Kudnalik smiles. “I remember. It was a good time.”
“— that we’re all a bunch of scoundrels, when he’s got a past, mark my words.”
“And you?”
“Some petty thievery. Nothing serious.”
Kudnalik rises and picks up the straightback chair, moving it closer to Gorham so they sit with just a small table between them. “You got some tobacco?”
“You know I don’t have much left.” He looks across at Kudnalik, the whites of his eyes glinting in the diminished light. “All right.” He pulls the tin from his pocket and hands it to Kudnalik, who sniffs at it.

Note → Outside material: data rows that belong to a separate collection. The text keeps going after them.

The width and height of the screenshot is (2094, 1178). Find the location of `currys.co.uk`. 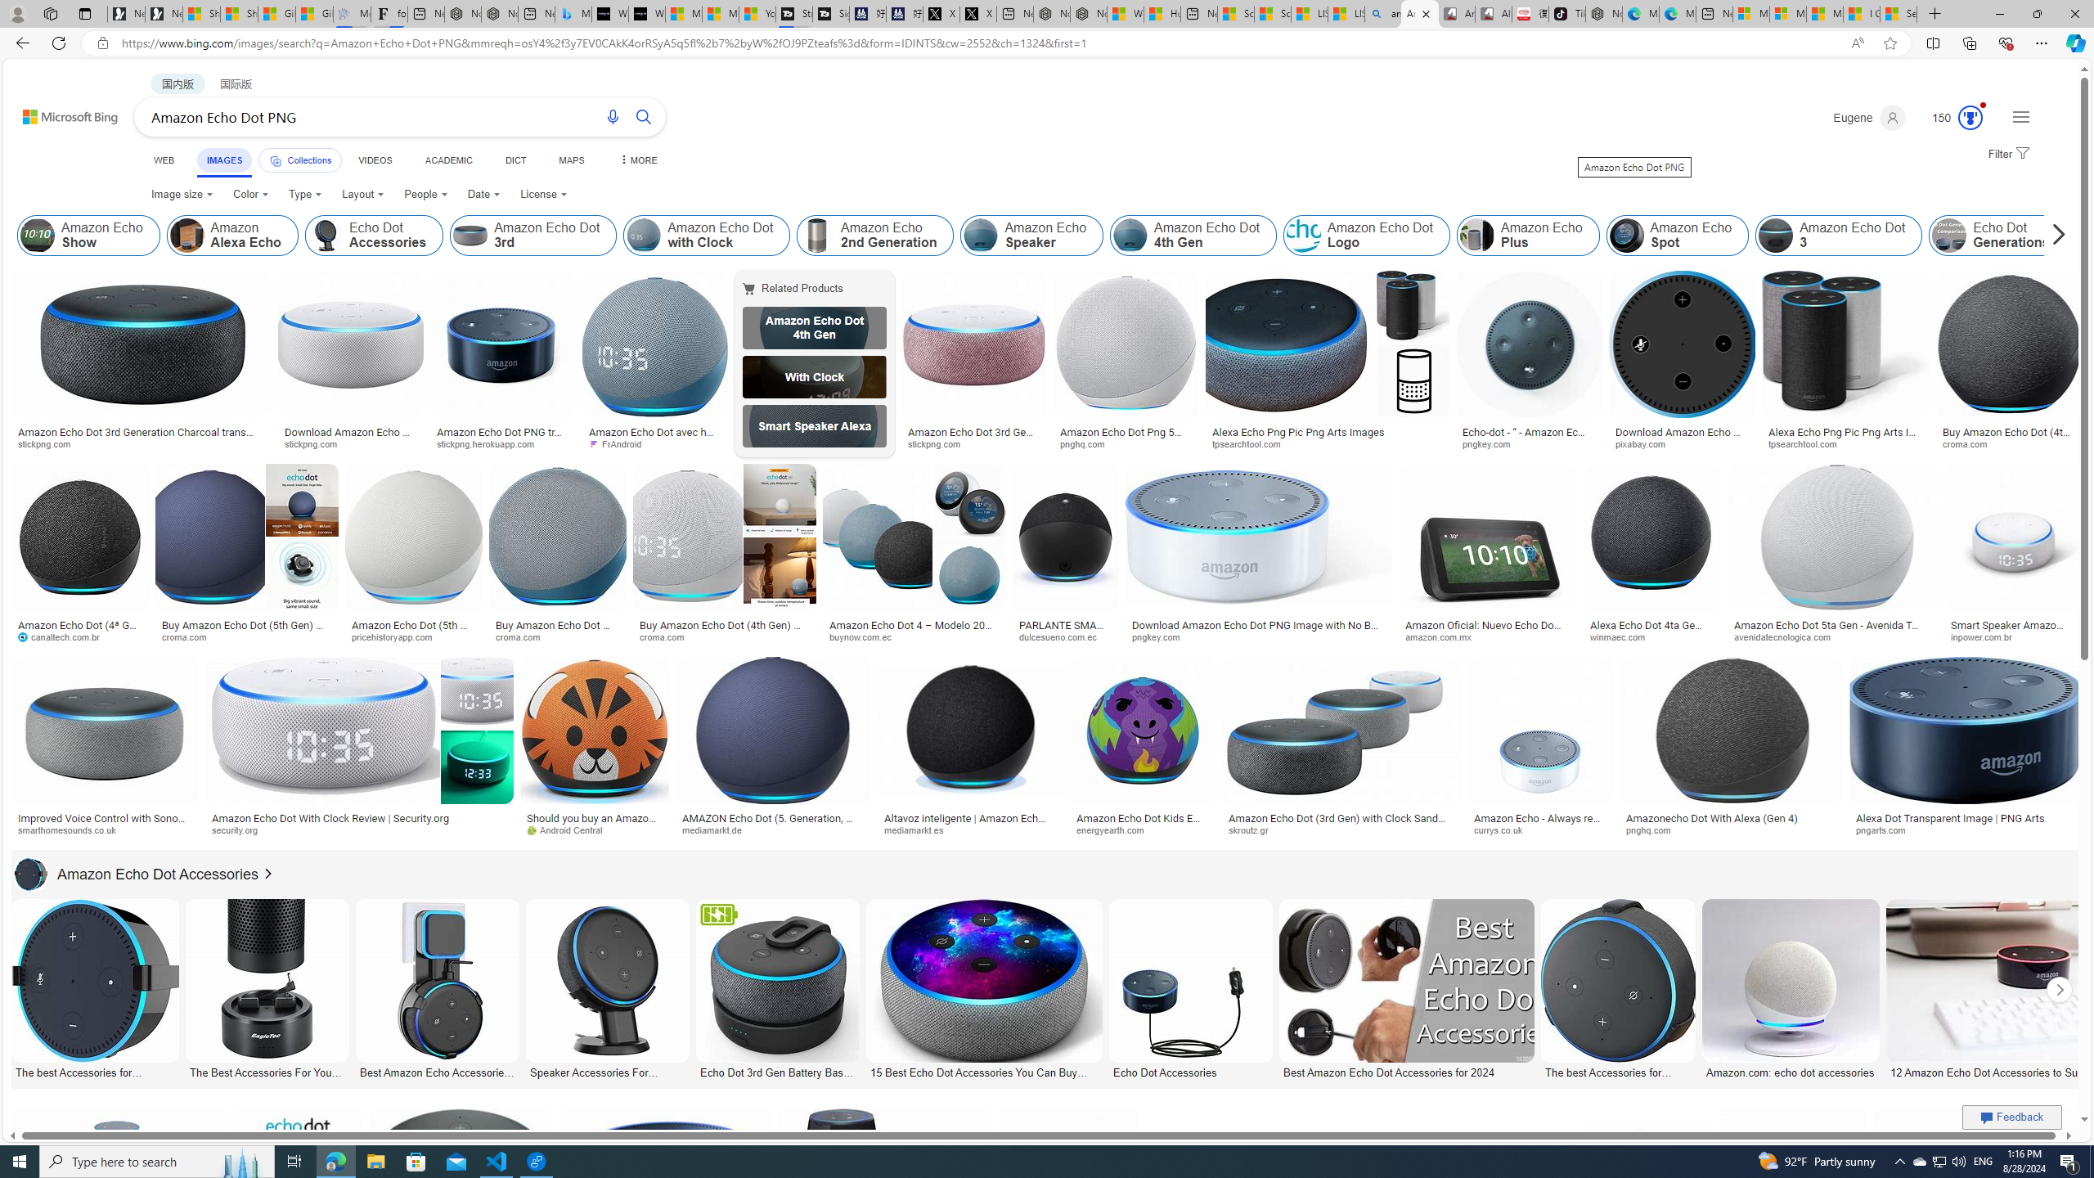

currys.co.uk is located at coordinates (1539, 829).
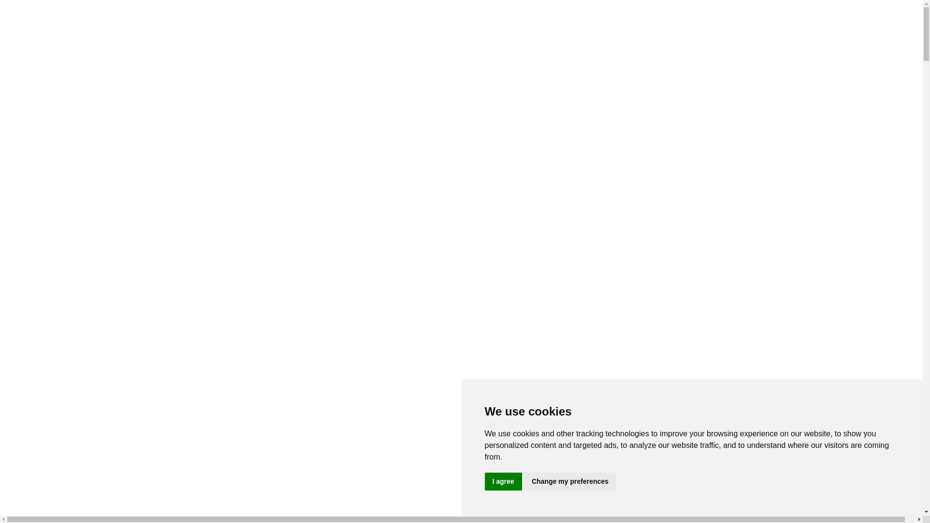 The image size is (930, 523). Describe the element at coordinates (75, 464) in the screenshot. I see `Logo design / Brand` at that location.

“Smells old,” he comments, but he takes his own small pipe from his pocket, similar to Gorham’s but carved from antler. “When you robbed that hunting camp, that was not a small thing.”
“No,” Gorham admits.
“White men, no guns, no food, no dry clothing. They had to come after you or die.” Kudnalik draws on his pipe several times until the tobacco glows.
“But they didn’t die.”
“No, because you did.”
Gorham snorts. They’re both quiet, regarding Nina as she shifts, rolls, and sighs.
After a while Gorham taps his pipe on the metal tabletop. “Anyway, that Christmas night? That was the first time we made a break for it. If it wasn’t for the cabin boy spilling the beans, we’d have made it. Too many pe
ople knew. We’d been hiding food, so the cook was in on it. We promised to pay him once we made it.”

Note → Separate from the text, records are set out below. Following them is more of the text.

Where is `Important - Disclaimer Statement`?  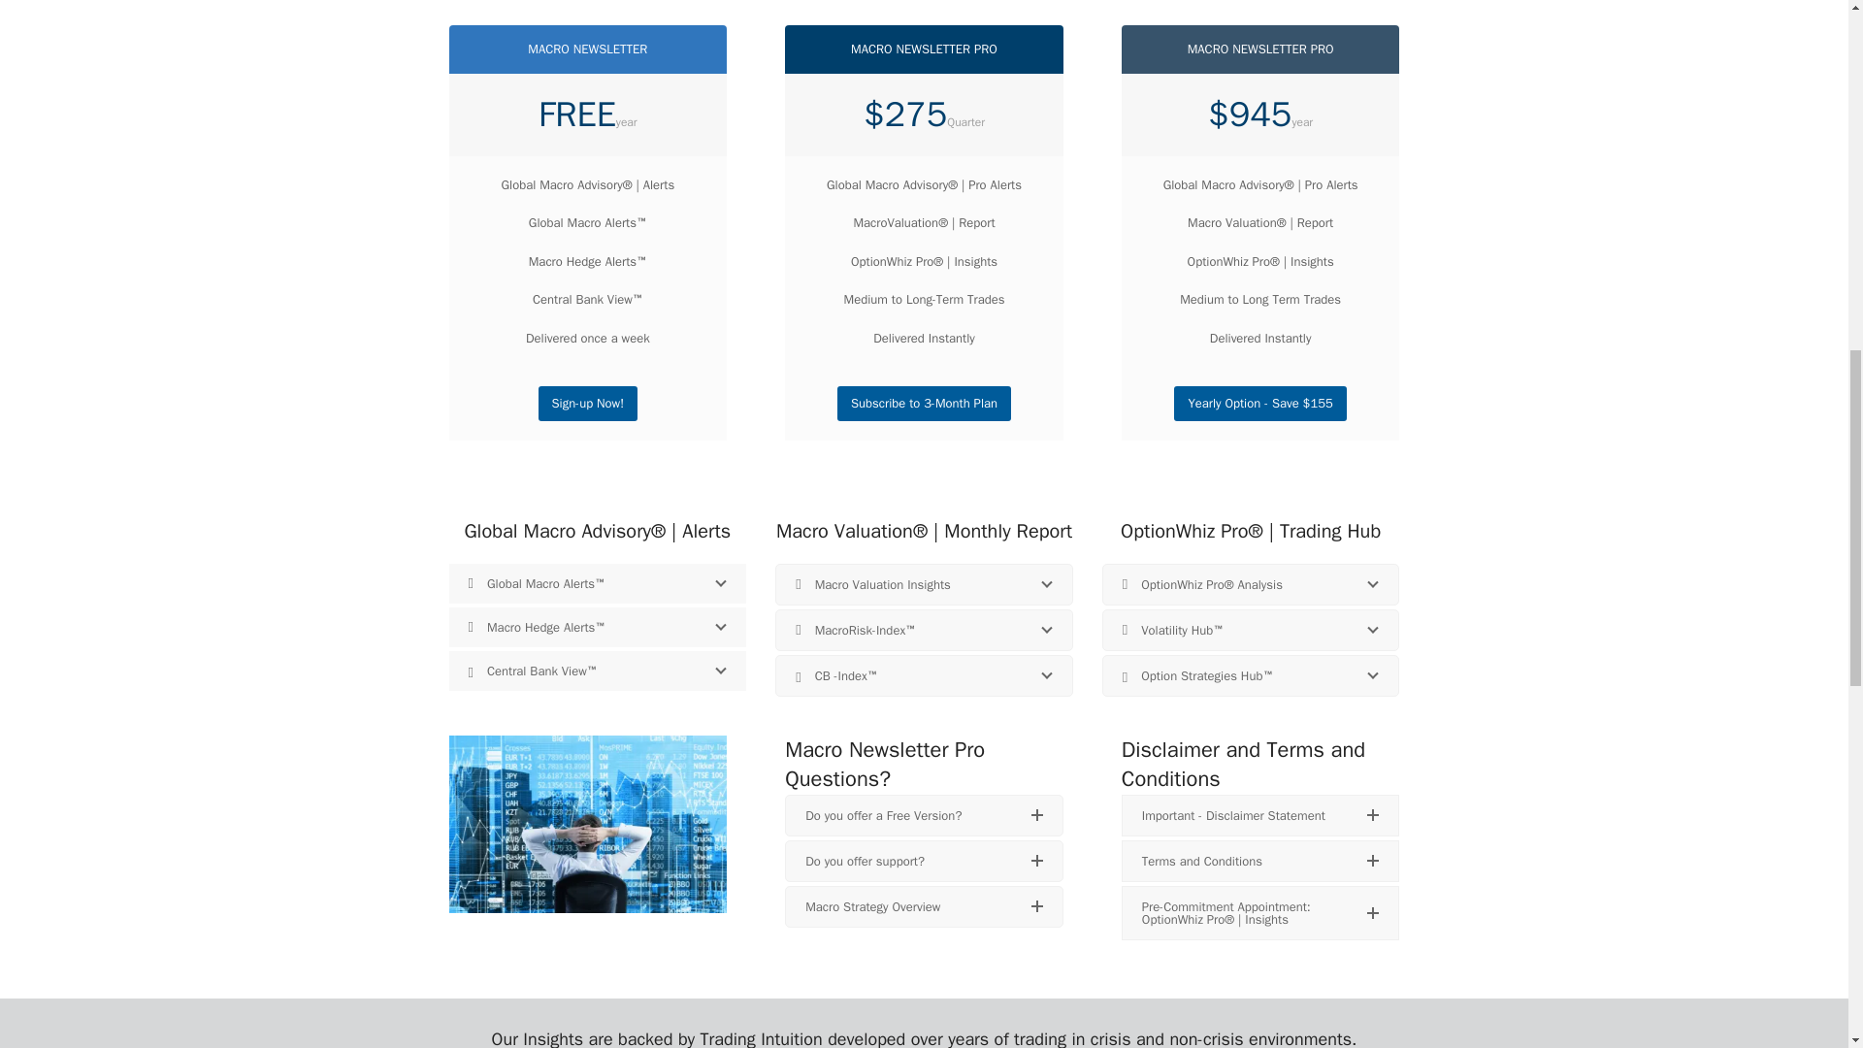 Important - Disclaimer Statement is located at coordinates (1260, 815).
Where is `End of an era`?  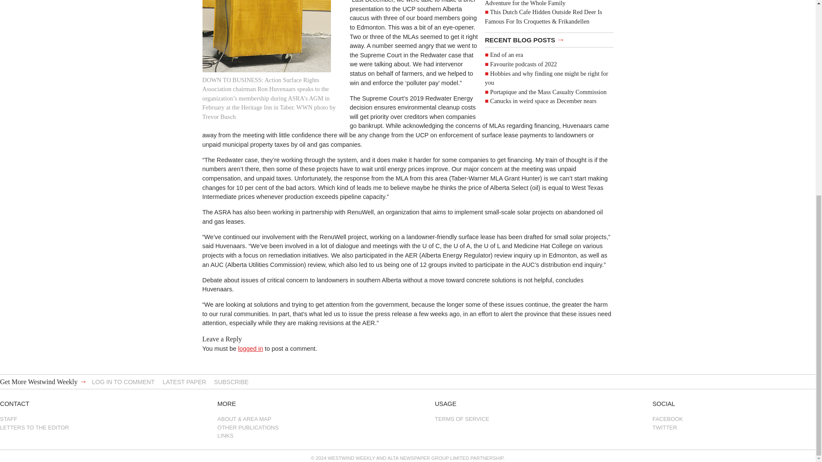 End of an era is located at coordinates (506, 55).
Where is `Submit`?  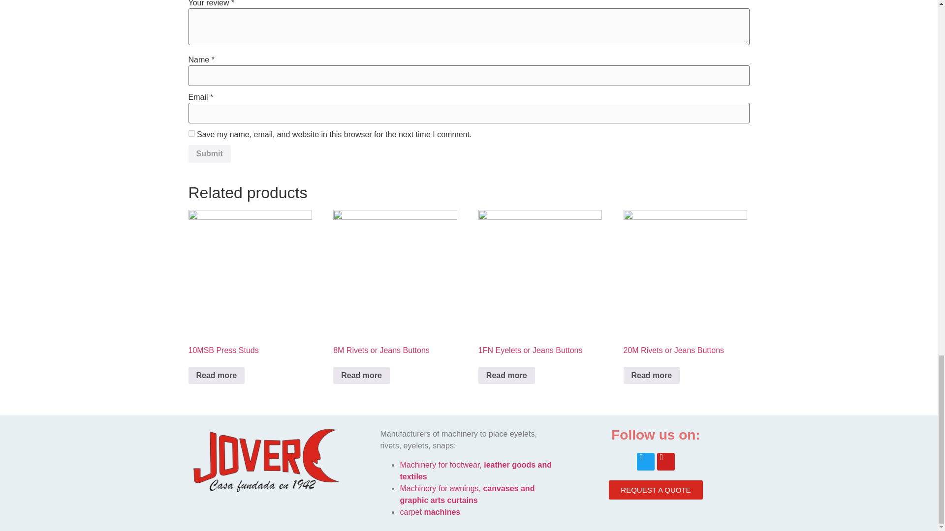 Submit is located at coordinates (209, 154).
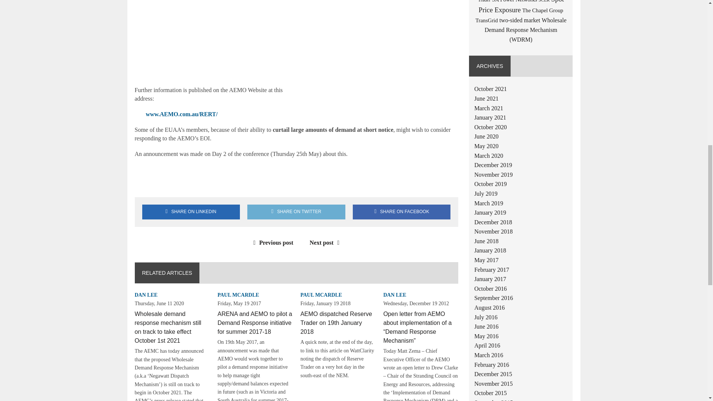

“It would have taken many days, even with good dogs. And you were on foot.”
“Of the three of us, I was the only one who kept all of my toes. And Barclay lost his whole foot. Bodfish was heavy-handed with that saw. And he put the cook in irons.” Gorham rolls his eyes. “We were never going to make money on those boats. Not that whaling wasn’t profitable. But by the time it got down to us — we weren’t getting rich. And it wasn’t like the beginning, when we were taking hundreds of whales —”

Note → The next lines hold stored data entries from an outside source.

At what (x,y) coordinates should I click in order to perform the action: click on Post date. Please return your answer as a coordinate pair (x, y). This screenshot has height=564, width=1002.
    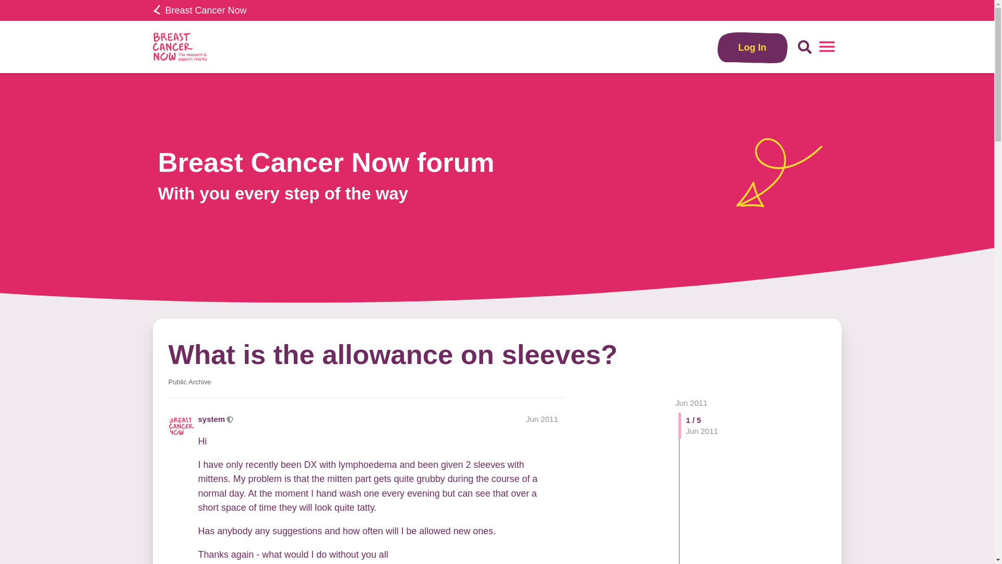
    Looking at the image, I should click on (542, 419).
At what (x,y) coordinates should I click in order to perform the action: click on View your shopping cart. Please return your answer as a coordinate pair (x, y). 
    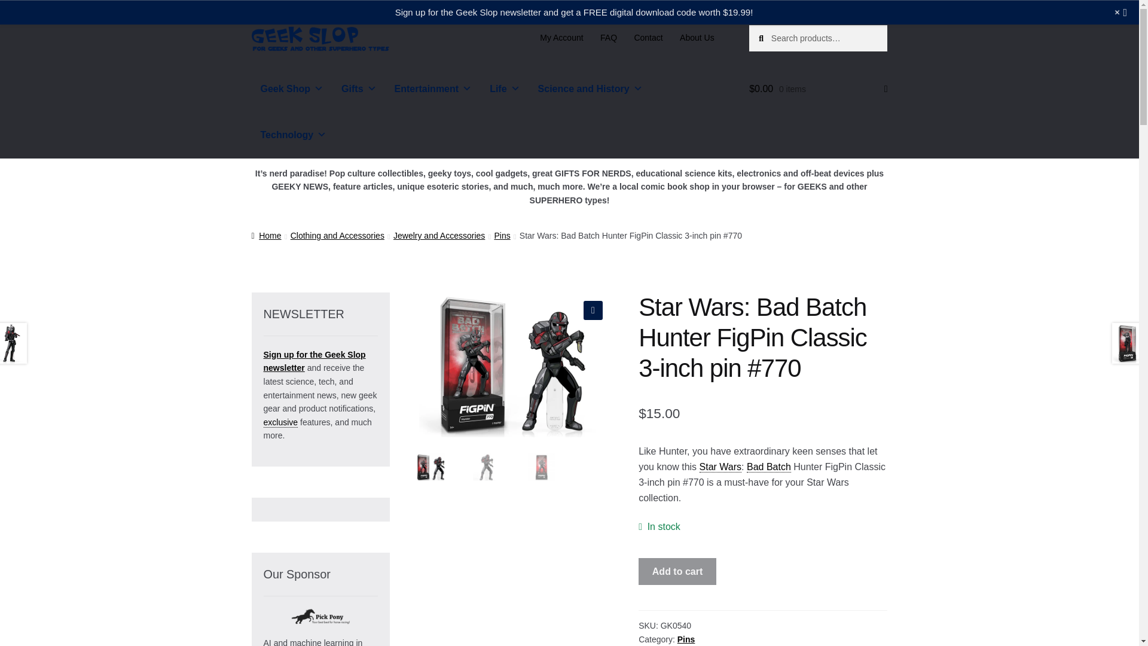
    Looking at the image, I should click on (818, 88).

“Whale heads, you mean. You take just the baleen and throw the rest of the whale in the water. Inuvialuit would never treat the Bowhead with such disrespect. Or any animal. That is why we can live here, and you freeze to death.”
“Not all of us. My point is that by the end of the season some of us wound up owing money, and that’s after risking our lives in the killing boats. Two drowned on our boat alone that season. In the Gold Rush we could really make our fortunes. We’d have made the cook and that damn cabin boy rich, too.”
Kudnalik stands up. “I need to see to my dogs and get back to my wife.”
Gorham shrugs his shoulders. “They’re not going anywhere.”
“No,” Kudnalik agrees. “But I will go now, anyway.” He steps through the barracks door and out into the hard, flat light.
I WAKE UP and clutch at the fading ghosts of dreams. I can’t quite pin down the images, which dissipate even as I try to grasp them. Such is the nature of dreams, but it’s frustrating. On the other hand, if I dreamt it means I must have slept. I look at my watch: seven o’clock.